- [Information supplied]
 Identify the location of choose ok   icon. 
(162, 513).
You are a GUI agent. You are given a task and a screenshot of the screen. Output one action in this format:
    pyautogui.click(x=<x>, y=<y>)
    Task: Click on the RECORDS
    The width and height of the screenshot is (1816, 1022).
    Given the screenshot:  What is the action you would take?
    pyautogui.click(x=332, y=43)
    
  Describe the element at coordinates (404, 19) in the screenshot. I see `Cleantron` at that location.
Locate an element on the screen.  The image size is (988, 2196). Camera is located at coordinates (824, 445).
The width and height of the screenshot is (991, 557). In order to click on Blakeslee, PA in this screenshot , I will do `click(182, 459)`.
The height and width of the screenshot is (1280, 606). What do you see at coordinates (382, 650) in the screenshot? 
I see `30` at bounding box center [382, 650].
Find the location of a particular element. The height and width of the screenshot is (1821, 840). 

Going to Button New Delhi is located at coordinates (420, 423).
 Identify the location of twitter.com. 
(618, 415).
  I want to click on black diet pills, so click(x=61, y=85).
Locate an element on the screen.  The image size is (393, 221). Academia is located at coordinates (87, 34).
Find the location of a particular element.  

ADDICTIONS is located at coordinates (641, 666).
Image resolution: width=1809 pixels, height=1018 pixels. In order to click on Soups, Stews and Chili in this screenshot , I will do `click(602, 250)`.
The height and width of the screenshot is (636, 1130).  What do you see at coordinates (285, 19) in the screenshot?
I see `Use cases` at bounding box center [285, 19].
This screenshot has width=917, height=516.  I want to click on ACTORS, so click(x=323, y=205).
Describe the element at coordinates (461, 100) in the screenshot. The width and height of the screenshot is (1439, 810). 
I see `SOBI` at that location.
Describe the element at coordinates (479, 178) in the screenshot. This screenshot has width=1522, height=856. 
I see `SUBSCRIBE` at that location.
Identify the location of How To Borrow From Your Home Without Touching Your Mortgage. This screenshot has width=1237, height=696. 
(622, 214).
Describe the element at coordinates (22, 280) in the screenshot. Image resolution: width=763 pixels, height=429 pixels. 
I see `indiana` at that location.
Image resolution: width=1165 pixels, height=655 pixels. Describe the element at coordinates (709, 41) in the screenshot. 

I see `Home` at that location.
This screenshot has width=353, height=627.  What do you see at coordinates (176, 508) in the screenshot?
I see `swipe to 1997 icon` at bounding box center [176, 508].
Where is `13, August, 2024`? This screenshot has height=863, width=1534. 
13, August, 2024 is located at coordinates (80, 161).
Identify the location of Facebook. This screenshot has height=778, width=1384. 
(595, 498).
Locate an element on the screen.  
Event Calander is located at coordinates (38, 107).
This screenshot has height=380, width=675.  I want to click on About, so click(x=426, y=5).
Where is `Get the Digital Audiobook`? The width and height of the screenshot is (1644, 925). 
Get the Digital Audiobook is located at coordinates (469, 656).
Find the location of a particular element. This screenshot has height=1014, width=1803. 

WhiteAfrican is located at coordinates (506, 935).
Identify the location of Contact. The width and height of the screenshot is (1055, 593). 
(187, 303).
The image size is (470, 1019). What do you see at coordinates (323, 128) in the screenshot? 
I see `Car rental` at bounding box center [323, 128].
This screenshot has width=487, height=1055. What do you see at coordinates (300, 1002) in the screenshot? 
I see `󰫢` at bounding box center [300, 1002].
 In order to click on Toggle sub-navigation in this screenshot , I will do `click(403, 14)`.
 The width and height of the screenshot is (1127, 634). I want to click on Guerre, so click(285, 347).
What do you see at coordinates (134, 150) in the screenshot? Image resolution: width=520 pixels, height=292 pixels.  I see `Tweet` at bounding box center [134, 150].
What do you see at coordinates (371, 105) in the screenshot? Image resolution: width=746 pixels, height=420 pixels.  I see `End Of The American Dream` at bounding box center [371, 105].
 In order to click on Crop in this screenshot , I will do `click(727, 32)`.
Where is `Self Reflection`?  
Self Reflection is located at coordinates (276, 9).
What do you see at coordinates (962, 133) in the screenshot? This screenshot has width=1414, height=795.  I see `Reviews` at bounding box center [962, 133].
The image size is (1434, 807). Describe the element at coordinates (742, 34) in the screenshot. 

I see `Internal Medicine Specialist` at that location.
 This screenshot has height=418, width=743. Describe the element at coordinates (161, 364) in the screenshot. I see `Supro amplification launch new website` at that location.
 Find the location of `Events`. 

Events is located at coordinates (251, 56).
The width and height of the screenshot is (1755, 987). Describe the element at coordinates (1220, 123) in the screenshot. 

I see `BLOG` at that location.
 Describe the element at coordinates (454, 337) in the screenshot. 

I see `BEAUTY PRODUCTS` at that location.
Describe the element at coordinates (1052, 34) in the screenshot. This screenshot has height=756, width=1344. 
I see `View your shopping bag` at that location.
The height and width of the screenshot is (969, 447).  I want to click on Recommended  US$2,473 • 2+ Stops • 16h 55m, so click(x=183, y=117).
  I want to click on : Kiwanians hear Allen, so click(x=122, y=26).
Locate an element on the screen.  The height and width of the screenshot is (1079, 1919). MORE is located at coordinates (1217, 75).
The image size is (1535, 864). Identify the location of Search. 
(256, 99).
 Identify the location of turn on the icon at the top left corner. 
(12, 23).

- [Assignment] The complete set of entries above must be reproduced verbatim.

- [Task response]
 Identify the location of choose ok   icon. 
(162, 513).
You are a GUI agent. You are given a task and a screenshot of the screen. Output one action in this format:
    pyautogui.click(x=<x>, y=<y>)
    Task: Click on the RECORDS
    The width and height of the screenshot is (1816, 1022).
    Given the screenshot:  What is the action you would take?
    pyautogui.click(x=332, y=43)
    
  Describe the element at coordinates (404, 19) in the screenshot. I see `Cleantron` at that location.
Locate an element on the screen.  The image size is (988, 2196). Camera is located at coordinates (824, 445).
The width and height of the screenshot is (991, 557). In order to click on Blakeslee, PA in this screenshot , I will do `click(182, 459)`.
The height and width of the screenshot is (1280, 606). What do you see at coordinates (382, 650) in the screenshot? 
I see `30` at bounding box center [382, 650].
Find the location of a particular element. The height and width of the screenshot is (1821, 840). 

Going to Button New Delhi is located at coordinates (420, 423).
 Identify the location of twitter.com. 
(618, 415).
  I want to click on black diet pills, so click(x=61, y=85).
Locate an element on the screen.  The image size is (393, 221). Academia is located at coordinates (87, 34).
Find the location of a particular element.  

ADDICTIONS is located at coordinates (641, 666).
Image resolution: width=1809 pixels, height=1018 pixels. In order to click on Soups, Stews and Chili in this screenshot , I will do `click(602, 250)`.
The height and width of the screenshot is (636, 1130).  What do you see at coordinates (285, 19) in the screenshot?
I see `Use cases` at bounding box center [285, 19].
This screenshot has width=917, height=516.  I want to click on ACTORS, so click(x=323, y=205).
Describe the element at coordinates (461, 100) in the screenshot. The width and height of the screenshot is (1439, 810). 
I see `SOBI` at that location.
Describe the element at coordinates (479, 178) in the screenshot. This screenshot has width=1522, height=856. 
I see `SUBSCRIBE` at that location.
Identify the location of How To Borrow From Your Home Without Touching Your Mortgage. This screenshot has width=1237, height=696. 
(622, 214).
Describe the element at coordinates (22, 280) in the screenshot. Image resolution: width=763 pixels, height=429 pixels. 
I see `indiana` at that location.
Image resolution: width=1165 pixels, height=655 pixels. Describe the element at coordinates (709, 41) in the screenshot. 

I see `Home` at that location.
This screenshot has width=353, height=627.  What do you see at coordinates (176, 508) in the screenshot?
I see `swipe to 1997 icon` at bounding box center [176, 508].
Where is `13, August, 2024`? This screenshot has height=863, width=1534. 
13, August, 2024 is located at coordinates (80, 161).
Identify the location of Facebook. This screenshot has height=778, width=1384. 
(595, 498).
Locate an element on the screen.  
Event Calander is located at coordinates (38, 107).
This screenshot has height=380, width=675.  I want to click on About, so click(x=426, y=5).
Where is `Get the Digital Audiobook`? The width and height of the screenshot is (1644, 925). 
Get the Digital Audiobook is located at coordinates (469, 656).
Find the location of a particular element. This screenshot has height=1014, width=1803. 

WhiteAfrican is located at coordinates (506, 935).
Identify the location of Contact. The width and height of the screenshot is (1055, 593). 
(187, 303).
The image size is (470, 1019). What do you see at coordinates (323, 128) in the screenshot? 
I see `Car rental` at bounding box center [323, 128].
This screenshot has width=487, height=1055. What do you see at coordinates (300, 1002) in the screenshot? 
I see `󰫢` at bounding box center [300, 1002].
 In order to click on Toggle sub-navigation in this screenshot , I will do `click(403, 14)`.
 The width and height of the screenshot is (1127, 634). I want to click on Guerre, so click(285, 347).
What do you see at coordinates (134, 150) in the screenshot? Image resolution: width=520 pixels, height=292 pixels.  I see `Tweet` at bounding box center [134, 150].
What do you see at coordinates (371, 105) in the screenshot? Image resolution: width=746 pixels, height=420 pixels.  I see `End Of The American Dream` at bounding box center [371, 105].
 In order to click on Crop in this screenshot , I will do `click(727, 32)`.
Where is `Self Reflection`?  
Self Reflection is located at coordinates (276, 9).
What do you see at coordinates (962, 133) in the screenshot? This screenshot has width=1414, height=795.  I see `Reviews` at bounding box center [962, 133].
The image size is (1434, 807). Describe the element at coordinates (742, 34) in the screenshot. 

I see `Internal Medicine Specialist` at that location.
 This screenshot has height=418, width=743. Describe the element at coordinates (161, 364) in the screenshot. I see `Supro amplification launch new website` at that location.
 Find the location of `Events`. 

Events is located at coordinates (251, 56).
The width and height of the screenshot is (1755, 987). Describe the element at coordinates (1220, 123) in the screenshot. 

I see `BLOG` at that location.
 Describe the element at coordinates (454, 337) in the screenshot. 

I see `BEAUTY PRODUCTS` at that location.
Describe the element at coordinates (1052, 34) in the screenshot. This screenshot has height=756, width=1344. 
I see `View your shopping bag` at that location.
The height and width of the screenshot is (969, 447).  I want to click on Recommended  US$2,473 • 2+ Stops • 16h 55m, so click(x=183, y=117).
  I want to click on : Kiwanians hear Allen, so click(x=122, y=26).
Locate an element on the screen.  The height and width of the screenshot is (1079, 1919). MORE is located at coordinates (1217, 75).
The image size is (1535, 864). Identify the location of Search. 
(256, 99).
 Identify the location of turn on the icon at the top left corner. 
(12, 23).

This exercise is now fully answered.